Now, temporary morgues are being used as overflow space by hospitals in the UK with full morgues.
This news broke just days after a nationwide alert about “mortuary capacity issues” was issued by the Human Tissue Authority, the agency in charge of regulating the storage of human remains.
These temporary morgues, which consist of large shipping containers, are being set up in public places like office parks, the Mirror reported.
According to The Sun, vehicles from hospitals such as Salisbury District Hospital in Wiltshire and Royal Liverpool Hospital delivered bodies to the council gritting yard, which has a refrigeration unit guarded 24/7.
Salisbury NHS Foundation Trust said, “We can confirm that we have opened additional mortuary capacity to accommodate an increase in need across the local community.”

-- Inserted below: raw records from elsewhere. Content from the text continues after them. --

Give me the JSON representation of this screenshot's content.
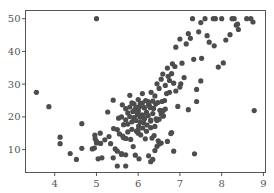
{
  "chart_data": {
    "type": "scatter",
    "title": "",
    "xlabel": "",
    "ylabel": "",
    "xlim": [
      3.3,
      9.05
    ],
    "ylim": [
      3,
      52.5
    ],
    "grid": false,
    "legend": null,
    "x_ticks": [
      4,
      5,
      6,
      7,
      8,
      9
    ],
    "y_ticks": [
      10,
      20,
      30,
      40,
      50
    ],
    "x_tick_labels": [
      "4",
      "5",
      "6",
      "7",
      "8",
      "9"
    ],
    "y_tick_labels": [
      "10",
      "20",
      "30",
      "40",
      "50"
    ],
    "marker_color": "#4d4d4d",
    "series": [
      {
        "name": "points",
        "x": [
          3.56,
          3.86,
          4.13,
          4.13,
          4.37,
          4.52,
          4.65,
          4.65,
          4.9,
          4.96,
          4.97,
          5.0,
          5.0,
          5.04,
          5.09,
          5.13,
          5.27,
          5.34,
          5.4,
          5.41,
          5.45,
          5.5,
          5.53,
          5.6,
          5.62,
          5.63,
          5.7,
          5.71,
          5.75,
          5.8,
          5.82,
          5.85,
          5.87,
          5.88,
          5.9,
          5.92,
          5.93,
          5.95,
          5.96,
          5.98,
          6.0,
          6.01,
          6.02,
          6.03,
          6.05,
          6.06,
          6.08,
          6.1,
          6.11,
          6.13,
          6.14,
          6.15,
          6.17,
          6.18,
          6.2,
          6.21,
          6.23,
          6.24,
          6.25,
          6.27,
          6.29,
          6.3,
          6.31,
          6.33,
          6.35,
          6.37,
          6.38,
          6.4,
          6.42,
          6.43,
          6.45,
          6.47,
          6.48,
          6.5,
          6.52,
          6.55,
          6.57,
          6.59,
          6.6,
          6.63,
          6.65,
          6.68,
          6.7,
          6.72,
          6.75,
          6.78,
          6.8,
          6.82,
          6.85,
          6.88,
          6.9,
          6.95,
          7.0,
          7.02,
          7.05,
          7.1,
          7.15,
          7.2,
          7.25,
          7.3,
          7.33,
          7.4,
          7.45,
          7.5,
          7.52,
          7.6,
          7.65,
          7.7,
          7.8,
          7.82,
          7.85,
          7.92,
          8.0,
          8.04,
          8.25,
          8.3,
          8.38,
          8.4,
          8.7,
          8.78,
          5.8,
          5.9,
          6.0,
          6.1,
          6.2,
          6.3,
          5.7,
          5.5,
          5.6,
          5.85,
          5.95,
          6.05,
          6.15,
          6.25,
          6.35,
          6.45,
          5.65,
          5.75,
          5.55,
          6.4,
          6.5,
          6.55,
          6.6,
          6.7,
          6.3,
          6.0,
          5.9,
          5.8,
          5.7,
          6.2,
          6.1,
          5.4,
          5.3,
          5.2,
          5.1,
          5.0,
          4.95,
          6.8,
          6.85,
          7.35,
          6.0,
          5.7,
          5.6,
          5.5,
          6.4,
          6.45,
          6.0,
          6.3,
          6.35,
          6.9,
          7.0,
          7.2,
          7.4,
          7.5,
          8.1,
          8.2,
          8.35,
          8.6,
          8.75,
          6.5,
          6.6,
          5.95,
          6.05,
          6.15,
          6.25,
          5.85,
          5.75,
          5.65,
          6.55,
          6.65,
          6.75
        ],
        "y": [
          27.5,
          23.1,
          13.8,
          11.8,
          8.8,
          7.0,
          17.9,
          10.4,
          10.2,
          14.4,
          13.3,
          50.0,
          12.0,
          7.2,
          15.0,
          7.5,
          21.5,
          11.8,
          7.5,
          16.4,
          10.2,
          5.0,
          19.6,
          8.5,
          23.7,
          14.1,
          5.0,
          13.4,
          17.8,
          20.1,
          13.1,
          18.5,
          21.6,
          10.9,
          19.4,
          22.2,
          8.3,
          18.9,
          15.6,
          20.6,
          21.7,
          17.2,
          7.2,
          23.1,
          19.9,
          14.5,
          20.5,
          24.2,
          16.6,
          18.2,
          22.9,
          19.6,
          13.3,
          25.0,
          21.2,
          17.5,
          24.7,
          20.4,
          8.1,
          23.3,
          22.8,
          19.0,
          27.5,
          13.5,
          24.8,
          22.6,
          14.3,
          26.4,
          23.9,
          19.4,
          30.1,
          24.4,
          12.7,
          28.7,
          22.0,
          31.5,
          24.7,
          33.1,
          21.9,
          25.0,
          29.6,
          27.1,
          34.9,
          32.4,
          31.1,
          14.9,
          33.2,
          36.2,
          30.3,
          35.4,
          41.3,
          23.2,
          43.8,
          30.1,
          36.4,
          32.0,
          42.3,
          45.4,
          44.0,
          50.0,
          37.6,
          24.7,
          46.0,
          48.8,
          37.9,
          50.0,
          44.8,
          42.8,
          50.0,
          41.7,
          50.0,
          35.2,
          50.0,
          36.5,
          50.0,
          50.0,
          48.3,
          46.7,
          50.0,
          21.9,
          23.0,
          19.8,
          22.0,
          20.5,
          21.4,
          18.7,
          19.1,
          16.1,
          20.0,
          24.3,
          22.9,
          18.4,
          19.5,
          23.8,
          21.0,
          18.9,
          17.6,
          21.2,
          14.8,
          17.1,
          11.7,
          20.9,
          20.3,
          12.5,
          16.7,
          25.3,
          24.0,
          26.6,
          22.5,
          15.6,
          27.1,
          25.1,
          14.0,
          13.0,
          11.9,
          12.5,
          10.5,
          15.2,
          9.5,
          8.7,
          16.1,
          8.4,
          8.8,
          9.5,
          9.7,
          11.0,
          15.0,
          6.3,
          7.0,
          27.9,
          29.1,
          22.2,
          28.4,
          31.0,
          43.5,
          45.1,
          48.0,
          50.0,
          49.0,
          19.3,
          20.3,
          21.6,
          24.1,
          22.7,
          24.5,
          16.2,
          15.4,
          13.6,
          12.0,
          22.4,
          27.5
        ]
      }
    ]
  }
}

“Our mortuary service operates to the national standards treating the deceased and loved ones with dignity and respect at all times regardless of location. All our additional capacity provides privacy and has 24/7 security,” it continued.
Meanwhile, two additional units have been set up at Royal Liverpool University Hospital.
The Liverpool University Hospitals NHS Foundation Trust, which operates the Royal Liverpool Hospital, has stated, “It is common practice for mortuaries to have purpose-built temporary systems available.
“This ensures that patients continue to be treated with dignity and respect, in facilities which are equivalent to a permanent mortuary, during periods of increased demand. Two of these systems, which meet standards set out by the Human Tissue Authority, have been deployed at the Royal Liverpool University Hospital,” it continued.
It is not just UK.
Funeral homes in Norway sound the alarm as they struggle to store all the dead people as a result of Norway’s skyrocketing excess mortality rate.
The number of people needing funeral services in Trondheim City, Central Norway, has risen dramatically, according to the local newspaper Dagbladet Trondheim.
Lars Svanholm, the fourth-generation general manager of Trondheim’s largest funeral home, Svanholm & Vigdal Gravferd, has said that the funeral home’s century-long history has never seen anything like the current number of deaths.
“It is a marked increase, and we have not experienced anything like it in four generations,” Lars Svanholm told Dagbladet.
“We have not had such an increase since the company started in 1922,” said Svanholm to local tv.
In order to deal with the increasing number of dead, they have opened a cool emergency room in a garage.